How may I procrastinate? Let me count the ways.
With final exams approaching like the comet that wiped out the unsuspecting, un-revising dinosaurs (who really should have started studying earlier to be worth any sympathy), and the English Spring unfolding beyond the cucumber-frame shell of the law library, a young man’s thoughts turn to procrastination.
This weekend I managed to help a friend assemble a bookcase at her new flat, grab a few drinks, attend a play rehearsal and take photos of the budding season of cricket, beer gardens and … um … exams.
Over the Easter long-weekend I managed to take a day trip to the Goth-filled Camden markets where a small consumerist frenzy saw me acquire:
a doe-skin waistcoat (the spitting twin of one I wore as an undergrad I wore ‘til it grew thread-bare and moth-chomped),
a chocolate coloured velvet jacket missing but half-a-button and
the most amazing double-breasted herringbone, calf-length green tweed overcoat with belt.

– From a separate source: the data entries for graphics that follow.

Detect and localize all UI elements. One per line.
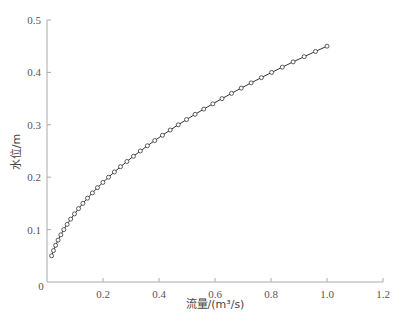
data-point-marker <box>69 217 73 221</box>
data-point-marker <box>50 254 54 258</box>
y-tick-label: 0.3 <box>27 119 41 131</box>
data-point-marker <box>153 139 157 143</box>
data-point-marker <box>90 191 94 195</box>
data-point-marker <box>259 76 263 80</box>
data-point-marker <box>62 228 66 232</box>
data-point-marker <box>72 212 76 216</box>
data-point-marker <box>176 123 180 127</box>
data-point-marker <box>249 81 253 85</box>
x-axis-label: 流量/(m³/s) <box>186 297 245 311</box>
y-tick-label: 0.4 <box>27 66 41 78</box>
data-point-marker <box>239 86 243 90</box>
data-point-marker <box>145 144 149 148</box>
data-point-marker <box>325 44 329 48</box>
data-point-marker <box>81 201 85 205</box>
data-point-marker <box>193 112 197 116</box>
data-point-marker <box>184 118 188 122</box>
chart: 00.20.40.60.81.01.20.10.20.30.40.5 流量/(m… <box>0 0 402 325</box>
data-point-marker <box>101 180 105 184</box>
data-point-marker <box>125 159 129 163</box>
data-point-marker <box>230 91 234 95</box>
x-tick-label: 1.2 <box>376 288 390 300</box>
data-point-marker <box>65 222 69 226</box>
x-tick-label: 0.2 <box>96 288 110 300</box>
data-point-marker <box>86 196 90 200</box>
data-point-marker <box>131 154 135 158</box>
data-point-marker <box>160 133 164 137</box>
data-point-marker <box>211 102 215 106</box>
data-point-marker <box>291 60 295 64</box>
data-point-marker <box>95 186 99 190</box>
data-point-marker <box>302 55 306 59</box>
data-point-marker <box>280 65 284 69</box>
data-point-marker <box>270 70 274 74</box>
data-point-marker <box>112 170 116 174</box>
x-tick-label: 0.4 <box>152 288 166 300</box>
axes: 00.20.40.60.81.01.20.10.20.30.40.5 <box>27 14 390 300</box>
data-point-marker <box>168 128 172 132</box>
x-tick-label: 1.0 <box>320 288 334 300</box>
data-point-marker <box>313 49 317 53</box>
x-tick-label: 0 <box>38 280 44 292</box>
y-tick-label: 0.5 <box>27 14 41 26</box>
y-tick-label: 0.2 <box>27 171 41 183</box>
data-point-marker <box>138 149 142 153</box>
data-point-marker <box>56 238 60 242</box>
data-point-marker <box>59 233 63 237</box>
data-point-marker <box>220 97 224 101</box>
y-axis-label: 水位/m <box>9 134 23 170</box>
data-point-marker <box>202 107 206 111</box>
data-point-marker <box>77 207 81 211</box>
y-tick-label: 0.1 <box>27 224 41 236</box>
data-point-marker <box>106 175 110 179</box>
data-series <box>50 44 329 258</box>
series-line <box>52 46 327 256</box>
data-point-marker <box>54 243 58 247</box>
data-point-marker <box>51 249 55 253</box>
x-tick-label: 0.8 <box>264 288 278 300</box>
data-point-marker <box>118 165 122 169</box>
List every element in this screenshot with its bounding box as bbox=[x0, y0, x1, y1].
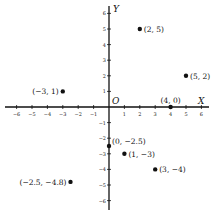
x-tick-label: 4 bbox=[169, 111, 172, 117]
y-tick-label: 3 bbox=[103, 57, 106, 63]
y-tick-label: 6 bbox=[103, 10, 106, 16]
x-tick-label: −5 bbox=[28, 111, 35, 117]
y-tick-label: 1 bbox=[103, 88, 106, 94]
data-point bbox=[153, 167, 157, 171]
x-tick-label: 5 bbox=[184, 111, 187, 117]
y-tick-label: −4 bbox=[99, 166, 106, 172]
x-tick-label: 2 bbox=[138, 111, 141, 117]
x-axis-label: X bbox=[197, 96, 205, 106]
point-label: (0, −2.5) bbox=[112, 137, 146, 146]
origin-label: O bbox=[112, 96, 120, 106]
y-tick-label: −1 bbox=[99, 120, 106, 126]
y-axis-label: Y bbox=[113, 4, 120, 14]
x-tick-label: −3 bbox=[59, 111, 66, 117]
y-tick-label: 4 bbox=[103, 42, 106, 48]
x-tick-label: 6 bbox=[200, 111, 203, 117]
coordinate-plane: −6−5−4−3−2−1123456654321−1−2−3−4−5−6 X Y… bbox=[0, 0, 212, 218]
data-point bbox=[184, 74, 188, 78]
data-point bbox=[61, 89, 65, 93]
y-tick-label: −6 bbox=[99, 198, 106, 204]
point-label: (2, 5) bbox=[144, 25, 164, 34]
data-point bbox=[68, 180, 72, 184]
point-label: (4, 0) bbox=[161, 96, 181, 105]
x-tick-label: 3 bbox=[154, 111, 157, 117]
y-tick-label: −3 bbox=[99, 151, 106, 157]
point-label: (3, −4) bbox=[159, 165, 186, 174]
data-point bbox=[122, 152, 126, 156]
x-tick-label: −2 bbox=[75, 111, 82, 117]
data-point bbox=[168, 105, 172, 109]
data-point bbox=[107, 144, 111, 148]
point-label: (1, −3) bbox=[128, 150, 155, 159]
y-tick-label: 2 bbox=[103, 73, 106, 79]
y-tick-label: −2 bbox=[99, 135, 106, 141]
x-tick-label: 1 bbox=[123, 111, 126, 117]
x-tick-label: −6 bbox=[13, 111, 20, 117]
point-label: (5, 2) bbox=[190, 72, 210, 81]
data-point bbox=[138, 27, 142, 31]
x-tick-label: −4 bbox=[44, 111, 51, 117]
y-tick-label: 5 bbox=[103, 26, 106, 32]
point-label: (−2.5, −4.8) bbox=[19, 178, 66, 187]
point-label: (−3, 1) bbox=[32, 87, 59, 96]
y-tick-label: −5 bbox=[99, 182, 106, 188]
x-tick-label: −1 bbox=[90, 111, 97, 117]
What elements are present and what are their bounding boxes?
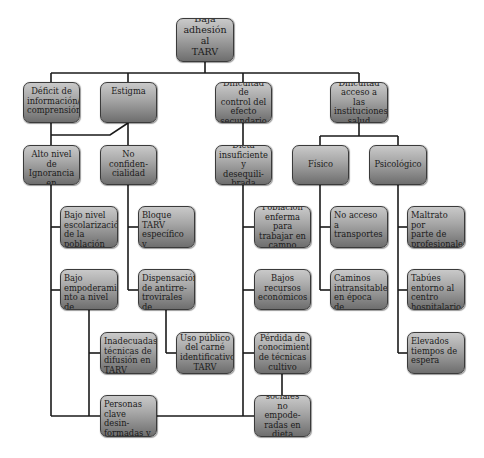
node-uso-publico-carne: Uso público del carné identificativo TAR… — [176, 332, 234, 374]
node-label: Bajo empoderamie nto a nivel de comunida… — [64, 274, 114, 310]
node-label: Pérdida de conocimiento de técnicas cult… — [258, 334, 307, 372]
node-label: Dieta insuficiente y desequili- brada — [219, 145, 268, 185]
node-alto-nivel-ignorancia: Alto nivel de Ignorancia en materia TARV — [23, 145, 80, 185]
node-label: No acceso a transportes — [334, 211, 384, 240]
node-redes-sociales: Redes sociales no empode- radas en dieta… — [254, 395, 311, 437]
node-label: Bajos recursos económicos — [258, 274, 307, 303]
node-label: Físico — [296, 160, 345, 170]
node-label: Uso público del carné identificativo TAR… — [180, 334, 230, 372]
node-label: Dificultad de control del efecto secunda… — [219, 82, 268, 123]
node-bloque-tarv: Bloque TARV específico y diferenciado — [138, 206, 195, 248]
node-label: Dificultad acceso a las instituciones sa… — [334, 82, 384, 123]
node-label: Personas clave desin- formadas y desvinc… — [104, 400, 153, 437]
node-label: Redes sociales no empode- radas en dieta… — [258, 395, 307, 437]
node-dificultad-acceso: Dificultad acceso a las instituciones sa… — [330, 82, 388, 123]
node-poblacion-enferma: Población enferma para trabajar en campo — [254, 206, 311, 248]
node-label: Inadecuadas técnicas de difusión en TARV — [104, 337, 153, 374]
node-label: Déficit de información/ comprensión — [27, 87, 76, 116]
node-label: Maltrato por parte de profesionales sani… — [411, 211, 461, 248]
node-psicologico: Psicológico — [369, 145, 427, 185]
node-personas-clave: Personas clave desin- formadas y desvinc… — [100, 395, 157, 437]
node-label: Psicológico — [373, 160, 423, 170]
node-label: Estigma — [104, 87, 153, 97]
node-label: No confiden- cialidad — [104, 150, 153, 179]
node-fisico: Físico — [292, 145, 349, 185]
node-dieta: Dieta insuficiente y desequili- brada — [215, 145, 272, 185]
node-perdida-conocimiento: Pérdida de conocimiento de técnicas cult… — [254, 332, 311, 374]
node-bajos-recursos: Bajos recursos económicos — [254, 269, 311, 310]
node-dificultad-control: Dificultad de control del efecto secunda… — [215, 82, 272, 123]
node-label: Tabúes entorno al centro hospitalario — [411, 274, 461, 310]
node-bajo-empoderamiento: Bajo empoderamie nto a nivel de comunida… — [60, 269, 118, 310]
node-label: Caminos intransitables en época de lluvi… — [334, 274, 384, 310]
node-no-confidencialidad: No confiden- cialidad — [100, 145, 157, 185]
node-bajo-nivel-escolarizacion: Bajo nivel escolarización de la població… — [60, 206, 118, 248]
node-elevados-tiempos: Elevados tiempos de espera — [407, 332, 465, 374]
node-label: Bloque TARV específico y diferenciado — [142, 211, 191, 248]
node-caminos-intransitables: Caminos intransitables en época de lluvi… — [330, 269, 388, 310]
node-label: Población enferma para trabajar en campo — [258, 206, 307, 248]
node-deficit-informacion: Déficit de información/ comprensión — [23, 82, 80, 123]
root-label: Baja adhesión al TARV para — [180, 18, 230, 62]
node-maltrato: Maltrato por parte de profesionales sani… — [407, 206, 465, 248]
node-inadecuadas-tecnicas: Inadecuadas técnicas de difusión en TARV — [100, 332, 157, 374]
node-dispensacion: Dispensación de antirre- trovirales de f… — [138, 269, 195, 310]
node-label: Bajo nivel escolarización de la població… — [64, 211, 114, 248]
node-estigma: Estigma — [100, 82, 157, 123]
node-no-acceso-transportes: No acceso a transportes — [330, 206, 388, 248]
node-tabues: Tabúes entorno al centro hospitalario — [407, 269, 465, 310]
root-node: Baja adhesión al TARV para — [176, 18, 234, 62]
node-label: Elevados tiempos de espera — [411, 337, 461, 366]
node-label: Alto nivel de Ignorancia en materia TARV — [27, 150, 76, 185]
problem-tree-diagram: Baja adhesión al TARV para Déficit de in… — [0, 0, 484, 458]
node-label: Dispensación de antirre- trovirales de f… — [142, 274, 191, 310]
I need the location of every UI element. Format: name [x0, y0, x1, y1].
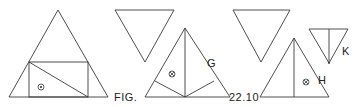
triangle-h: H	[260, 38, 329, 97]
inverted-triangle-k: K	[309, 29, 350, 64]
geometry-figure: G H K FIG. 22.10	[0, 0, 359, 107]
inverted-triangle-1	[115, 10, 174, 62]
inverted-triangle-2	[233, 10, 290, 62]
circled-cross-icon	[169, 71, 175, 77]
large-triangle-with-rectangle	[9, 10, 108, 97]
triangle-h-outline	[260, 38, 329, 97]
large-triangle-outline	[9, 10, 108, 97]
triangle-g-right-perpendicular	[185, 81, 214, 97]
circled-dot-icon	[38, 84, 44, 90]
triangle-g-left-perpendicular	[155, 81, 185, 97]
caption-fig: FIG.	[114, 91, 137, 103]
label-h: H	[318, 74, 326, 86]
figure-svg: G H K FIG. 22.10	[0, 0, 359, 107]
label-k: K	[342, 45, 350, 57]
circled-cross-icon	[303, 79, 309, 85]
label-g: G	[207, 57, 216, 69]
vertex-dot	[328, 62, 330, 64]
rectangle-diagonal	[29, 62, 88, 97]
caption-number: 22.10	[229, 91, 259, 103]
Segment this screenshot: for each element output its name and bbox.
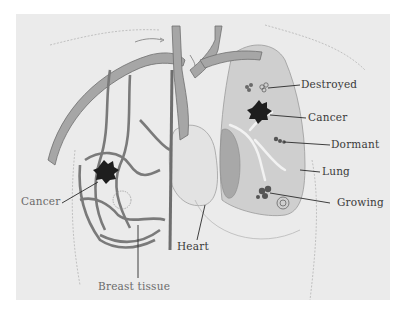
label-destroyed: Destroyed: [301, 78, 357, 90]
label-dormant: Dormant: [331, 138, 379, 150]
heart-illustration: [169, 125, 217, 205]
label-cancer-lung: Cancer: [308, 111, 347, 123]
label-heart: Heart: [177, 240, 209, 252]
label-cancer-breast: Cancer: [21, 195, 60, 207]
label-growing: Growing: [337, 196, 384, 208]
breast-cancer-metastasis-illustration: [0, 0, 407, 315]
label-lung: Lung: [322, 165, 350, 177]
vertical-vessel: [170, 70, 172, 250]
breast-lobule: [113, 191, 131, 209]
label-breast-tissue: Breast tissue: [98, 280, 170, 292]
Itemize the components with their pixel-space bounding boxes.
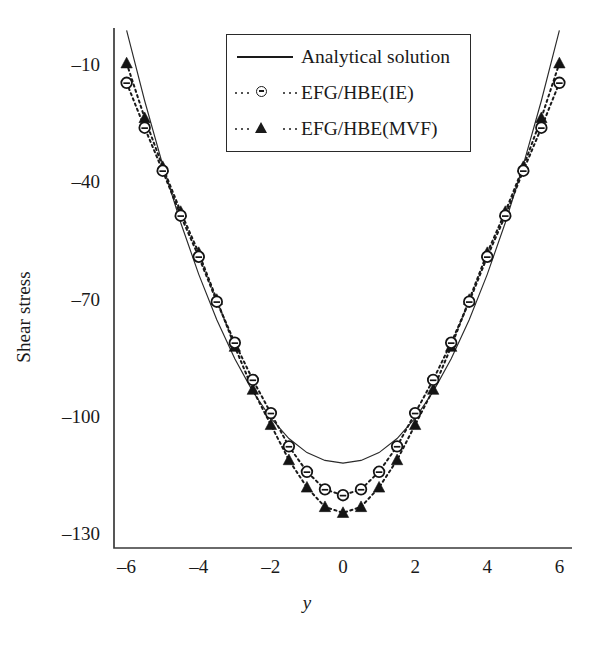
data-point-marker-triangle <box>373 481 384 492</box>
x-tick-label: 0 <box>321 556 365 578</box>
x-axis-label-text: y <box>299 592 311 613</box>
legend-label-analytical: Analytical solution <box>301 46 450 68</box>
y-tick-label: –10 <box>36 54 100 76</box>
solid-line-key-icon <box>227 39 301 75</box>
x-tick-label: 4 <box>465 556 509 578</box>
y-axis-label: Shear stress <box>13 227 35 407</box>
x-tick-label: 2 <box>393 556 437 578</box>
y-tick-label: –70 <box>36 289 100 311</box>
x-axis-label: y <box>0 592 610 614</box>
x-tick-label: –2 <box>249 556 293 578</box>
figure-container: Shear stress y –10–40–70–100–130 –6–4–20… <box>0 0 610 652</box>
legend-label-efg-hbe-ie: EFG/HBE(IE) <box>301 82 414 104</box>
dotted-open-circle-key-icon <box>227 75 301 111</box>
x-tick-label: –4 <box>177 556 221 578</box>
data-point-marker-triangle <box>554 57 565 68</box>
data-point-marker-triangle <box>391 454 402 465</box>
data-point-marker-triangle <box>283 454 294 465</box>
x-tick-label: –6 <box>105 556 149 578</box>
dotted-filled-triangle-key-icon <box>227 111 301 147</box>
legend-entry-analytical: Analytical solution <box>227 39 472 75</box>
x-tick-label: 6 <box>537 556 581 578</box>
y-tick-label: –130 <box>36 523 100 545</box>
legend-label-efg-hbe-mvf: EFG/HBE(MVF) <box>301 118 438 140</box>
legend: Analytical solution EFG/HBE(IE) EFG/HBE(… <box>226 34 471 152</box>
y-tick-label: –100 <box>36 406 100 428</box>
data-point-marker-triangle <box>121 57 132 68</box>
legend-entry-efg-hbe-ie: EFG/HBE(IE) <box>227 75 472 111</box>
y-tick-label: –40 <box>36 171 100 193</box>
legend-entry-efg-hbe-mvf: EFG/HBE(MVF) <box>227 111 472 147</box>
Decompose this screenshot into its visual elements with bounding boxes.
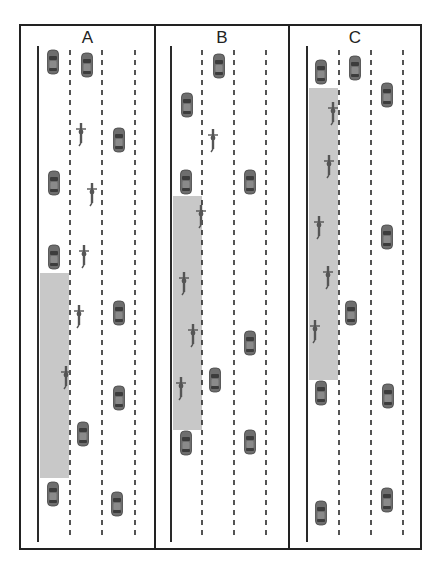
road-graphics bbox=[0, 0, 439, 566]
cycle-zone bbox=[173, 196, 202, 430]
car-icon bbox=[214, 54, 225, 78]
cyclist-icon bbox=[208, 129, 218, 152]
car-icon bbox=[210, 368, 221, 392]
car-icon bbox=[114, 128, 125, 152]
car-icon bbox=[382, 83, 393, 107]
car-icon bbox=[182, 93, 193, 117]
car-icon bbox=[316, 60, 327, 84]
road-diagram: ABC bbox=[0, 0, 439, 566]
car-icon bbox=[48, 50, 59, 74]
cycle-zone bbox=[309, 88, 338, 380]
cyclist-icon bbox=[87, 183, 97, 206]
car-icon bbox=[181, 170, 192, 194]
car-icon bbox=[114, 301, 125, 325]
car-icon bbox=[181, 431, 192, 455]
car-icon bbox=[82, 53, 93, 77]
car-icon bbox=[316, 501, 327, 525]
car-icon bbox=[350, 56, 361, 80]
car-icon bbox=[48, 482, 59, 506]
car-icon bbox=[112, 492, 123, 516]
car-icon bbox=[49, 171, 60, 195]
car-icon bbox=[245, 331, 256, 355]
car-icon bbox=[78, 422, 89, 446]
cyclist-icon bbox=[76, 123, 86, 146]
cyclist-icon bbox=[79, 245, 89, 268]
cyclist-icon bbox=[74, 305, 84, 328]
car-icon bbox=[114, 386, 125, 410]
car-icon bbox=[346, 301, 357, 325]
car-icon bbox=[382, 488, 393, 512]
car-icon bbox=[49, 245, 60, 269]
car-icon bbox=[245, 170, 256, 194]
car-icon bbox=[245, 430, 256, 454]
car-icon bbox=[316, 381, 327, 405]
car-icon bbox=[382, 225, 393, 249]
car-icon bbox=[383, 384, 394, 408]
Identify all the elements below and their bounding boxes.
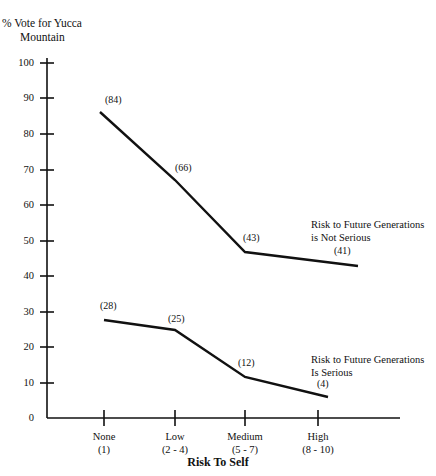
x-tick-label-high-range: (8 - 10) [302,444,334,455]
x-tick-label-low-range: (2 - 4) [162,444,188,455]
y-tick-label-80: 80 [8,129,34,139]
point-label-serious-low: (25) [168,313,185,324]
y-tick-label-20: 20 [8,342,34,352]
x-tick-label-high-name: High [308,431,329,442]
point-label-not-serious-none: (84) [105,94,122,105]
y-tick-label-40: 40 [8,271,34,281]
series-line-serious [104,320,328,397]
y-tick-label-10: 10 [8,378,34,388]
x-tick-label-low-name: Low [165,431,184,442]
point-label-serious-none: (28) [100,300,117,311]
y-tick-label-0: 0 [8,413,34,423]
y-tick-label-60: 60 [8,200,34,210]
y-tick-label-50: 50 [8,236,34,246]
point-label-not-serious-high: (41) [334,245,351,256]
x-tick-label-high: High (8 - 10) [275,430,361,456]
series-annotation-not-serious-line1: Risk to Future Generations [311,219,424,230]
series-annotation-serious-line2: Is Serious [311,367,353,378]
chart-figure: % Vote for Yucca Mountain [0,0,436,476]
series-annotation-serious-line1: Risk to Future Generations [311,354,424,365]
x-tick-label-none-name: None [93,431,116,442]
y-tick-label-30: 30 [8,307,34,317]
point-label-serious-high: (4) [317,378,329,389]
y-tick-label-90: 90 [8,93,34,103]
point-label-serious-medium: (12) [238,357,255,368]
point-label-not-serious-medium: (43) [243,232,260,243]
x-tick-label-none-range: (1) [98,444,110,455]
series-annotation-not-serious-line2: is Not Serious [311,232,371,243]
series-annotation-serious: Risk to Future Generations Is Serious [311,353,424,379]
point-label-not-serious-low: (66) [175,162,192,173]
y-tick-label-70: 70 [8,165,34,175]
series-annotation-not-serious: Risk to Future Generations is Not Seriou… [311,218,424,244]
x-tick-label-medium-range: (5 - 7) [232,444,258,455]
y-tick-label-100: 100 [8,58,34,68]
x-axis-title: Risk To Self [138,455,298,470]
x-tick-label-medium-name: Medium [227,431,263,442]
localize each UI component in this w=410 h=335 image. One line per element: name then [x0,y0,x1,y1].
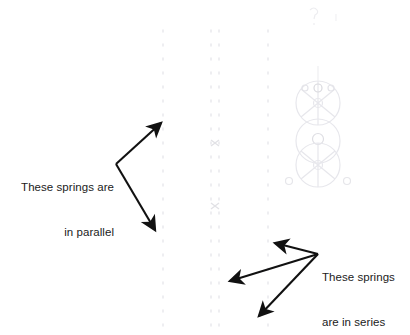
parallel-arrow-upper [116,123,161,164]
parallel-annotation-label: These springs are in parallel [8,150,114,270]
parallel-arrow-group [116,123,161,230]
parallel-annotation-line-1: These springs are [8,180,114,195]
series-arrow-upper [275,243,318,254]
series-annotation-label: These springs are in series [322,240,410,335]
series-arrow-group [230,243,318,316]
parallel-annotation-line-2: in parallel [8,225,114,240]
parallel-arrow-lower [116,164,155,230]
series-annotation-line-1: These springs [322,270,410,285]
diagram-canvas: These springs are in parallel These spri… [0,0,410,335]
series-annotation-line-2: are in series [322,315,410,330]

Yes, I have spent all too much time of late wearing them in various combinations.
After my haul was distributed among various bags, I and the South African flatmate repaired to the World’s End for a pint of Guiness and a gin and tonic (respectively, not each), thus spending the money we saved on lunch through my packing us a lunchbox. After hitting the second-hand book market under Waterloo Bridge, we returned home.
I then went to a dinner, deposited my new overcoat in the hostesses chocolate cake (don’t ask) and managed to deposit the red wine I didn’t drink on my jeans and the carpet. Aye, me.
The weekend before was a movie marathon camped before our large-ish teev for a veritable free-to-air cinematic extravaganza. Saturday was a “girls night in” with one of the flatmates, red wine and ice-cream to watch that most natural of double-bills “American Beauty” and “American Werewolf in Paris”.
A wonderful thematic twinning: both featuring the word “American” in the title, and a kinda sorta militaristic, racial supremacist villain.
Okay, it’s a stretch.
“American Beauty” was sparklingly good on a re-watching. Utterly unsurprising that the writer, Alan Ball, went on to “Six Feet Under”. Still, out of so much that impressed me (especially the visual composition), Kevin Spacey’s performance is a stand-out. His transition from self-created victim to self-obsessed nouveau adolescent, to the gently compassionate man his family actually needs is an extraordinary metamorphosis.
Sunday saw me hoover up: “Crouching Tiger, Hidden Dragon” (swords, revenge, subtitles!), “Shadow of the Vampire” (John Malkovich, Willem Dafoe, post-modern interrogations of authorship and narrative, weirdness!) and “Night of the Living Dead” (sixties suits, bad hair, bad plans, zombies!).
And now I’ve started watching Invader Zim on my laptop (“The pants command me!”), but at least I can sing the doom song on the way to my exam-like … doom.